Classic Adventure Game Creation Book Online
The classic computer site Atariarchives.org has managed to secure permission from the copyright holder to publish the text of Tim Hartnell's 1983-published Creating Adventure Games On Your Computer on their site. The system requirements for the actual programming may be a little harsh for many of you, though - you'll need a computer with Basic and at least 24K of RAM.
Wow. If I had a neat little toolkit to make
adventure games for my nokia, palm, etc. that
would be pretty neat. Someone with more motivation
than me could probably set up an interface with
java, perl, etc. on a website where you could
fill in the blanks and generate these things in
the proper file format for small handheld devices.
I miss some of the classic adventure games.
For every annoying gentoo user, are three even more annoying anti-gentoo crybabies. Take Yosh from #Gimp for example.
You could emulate a beowulf cluster of those that would eventually become sentient, look at all the Quake clones on the market, realize that you have no life, realize that it is forgotten, and shut itself off in disgust.
The message on the other side of this sig is false.
10 HOME
20 ? "THIRD POST"
30 END
RENUM
RENUM
RENUM
A bit OT, but Roger Firth's Cloak of Darkness contains a comparition of modern interactive fiction development tools.
"you'll need a computer with Basic and at least 24K of RAM."
:-(
Ok, Let's see here....
24K of RAM - Check, I have 256MB... should be enough (for anyone!).
BASIC, hmmm..... (clicks XP start menu) er, ah crap.
Come back, Extended Color BASIC, all is forgiven! I miss my old COCO 2 sometimes
You are in a twisty maze of processor lines, all alike.
There is a lot of hype here.
Vista:XPSP2::ME:98SE
I could have sworn this is a dupe of a story about Tim Hartnell's book, but a cursory search isn't turning up anything. Maybe it was on ArsTechnica...

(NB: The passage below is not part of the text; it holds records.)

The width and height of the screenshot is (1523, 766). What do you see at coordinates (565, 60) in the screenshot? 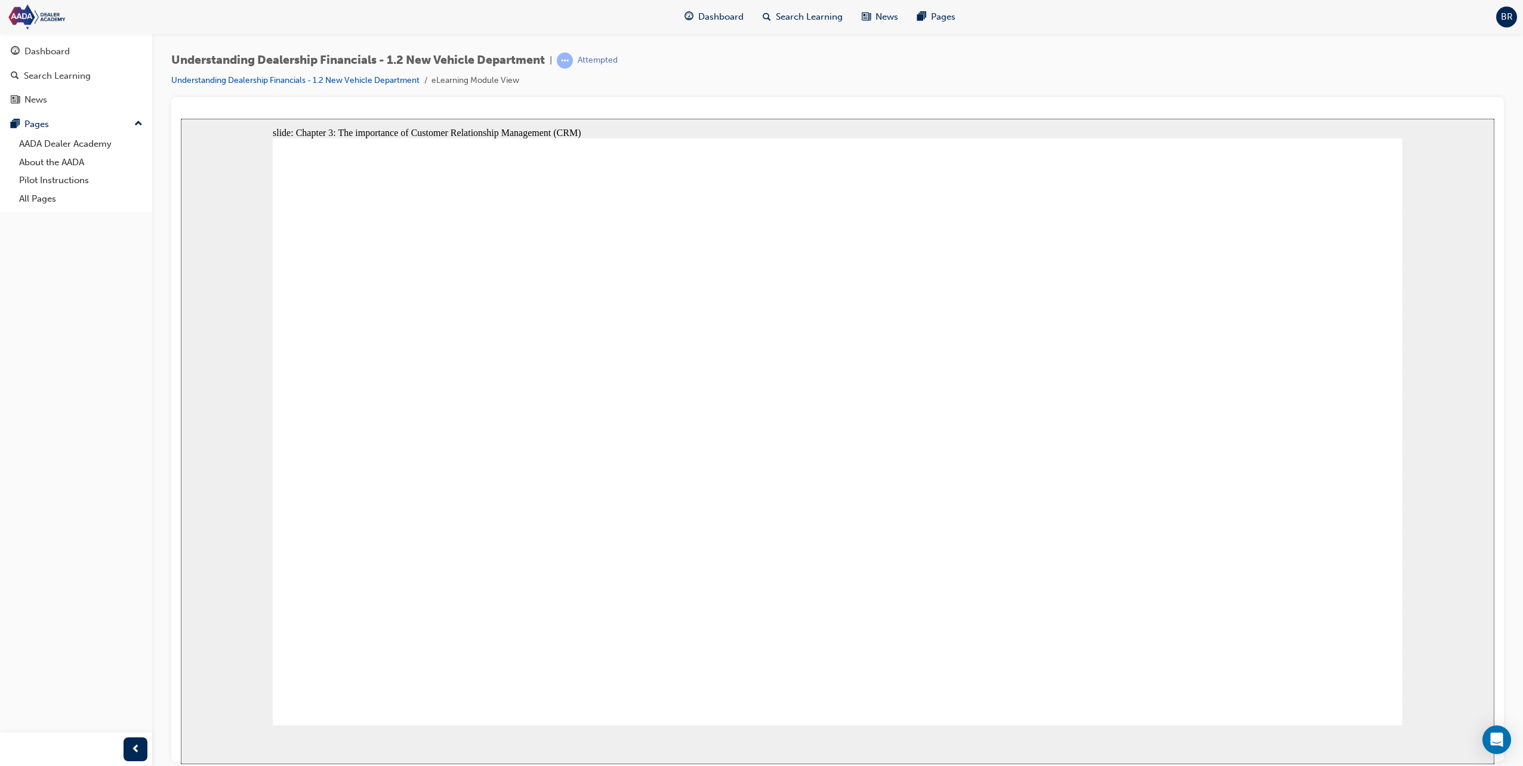
I see `span: learningRecordVerb_ATTEMPT-icon` at bounding box center [565, 60].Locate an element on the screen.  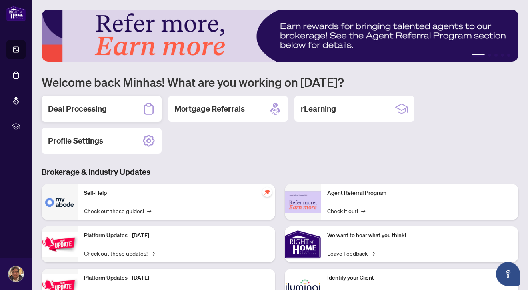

Anyway, if someone gets a hankering to write an adventure game in a (somewhat) more contemporary language, there's always Inform, the reverse-engineneered language that compiles down to the same z-code files that Infocom's games came in. The Inform Beginner's Guide, 2nd ed. is a great and free start, and the Inform Designer's Manual will answer any questions that are more advanced.I would love to be able to use QBASIC today (great as a command-line calculator, testing algorithms, etc.) on my WinXP machine. Is this still available anywhere? Doing a search at microsoft.com yields a bunch of tech notes about "Macintosh Quickbasic" problems, but nothing about good ol' QBASIC.EXE (or was it .COM?).
I remember this book. It was upon reading it that I finally realized that the only thing stopping me from writing professional* quality software was a matter of time and patience (access to a "real" language helps, too). My parents only saw the back of my head for months after that.
*"Professional" in this case is defined as the various shareware games I managed to acquire, most of which easily impressed the likes of me at the time.